As Adams, now a few years older, told the crowds gathered at the We Piddle Around Theater in Brundidge this story Saturday night, there wasn’t a face in the house without a smile.

Adams said returning to Brundidge for the fourth time was just like coming home, as she appeared at the annual Christmas program sponsored by the Brundidge Historial Society. This year, the program was “Go Tell it on the Mountain” and it featured the stories of the nationally acclaimed storyteller.

“It’s like family here,” Adams said. “It’s just like coming home.”

But this time wasn’t like all the other times — this time she had her son for what marked the beginning of a new milestone in their lives.

“I thought the singing of these old love songs was gonna die out until last night, for the very first time, my son got up here and sang his first love song,” Adams said.

For at least 45 years now, Adams has been traveling all over the U.S. telling the stories she knows best and singing the “old love songs” passed on to her from ages past.

And with tears in her eyes, Adams was filled with joy as she watched her 26-year-old son Andrew Barnhill sing a love song to the crowd at the Brundidge theater Saturday.

It was a big transition in the family’s lives from just a few years ago.

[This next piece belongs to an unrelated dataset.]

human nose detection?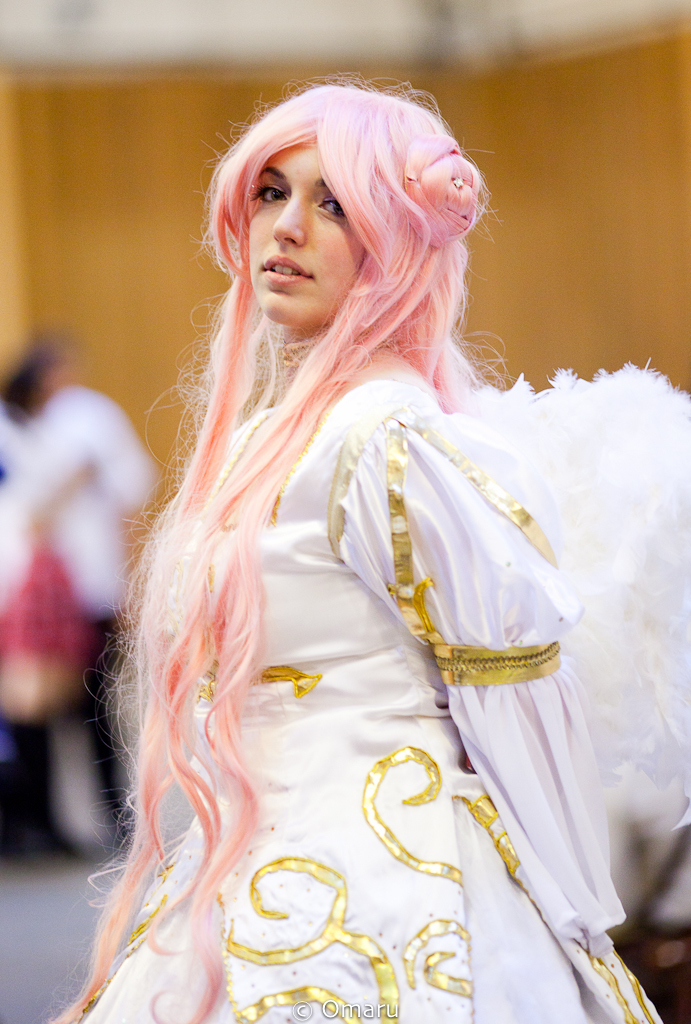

“I asked Andrew a couple years ago if he was ready, and he said ‘not yet,’” Adams said. “In a way, it’s a burden, because you’re not just carrying songs. You’re telling stories.”

Barnhill said he didn’t look at his new task as a burden. Rather, it was something he had to come to fully grasp.

“It’s not so much not wanting the burden, but it’s understanding the tradition,” Barnhill said.

With family stories steeped in tradition, Barnhill definitely has his work cut out for him.

As Barnhill sang a song about his Aunt Robina, “These days were last,” Adams stood up, ready to prompt if needed.

Adams said it was a tradition of those who sang the songs in her young days, that when someone stood up to sing, another would stand and pop the first word if they forgot their next line.

“They would pop them off the first word, and then off they’d go again,” Adams said.

Adams said Barnhill traveled with her as a baby. Now, it was a momentous occassion for the two he was at it again.

“My coming down here was really a response to a mishap at home, and I really had no intention of coming up here and singing my first love song ever,” Barnhill said. “I’ll continue the long song trend.”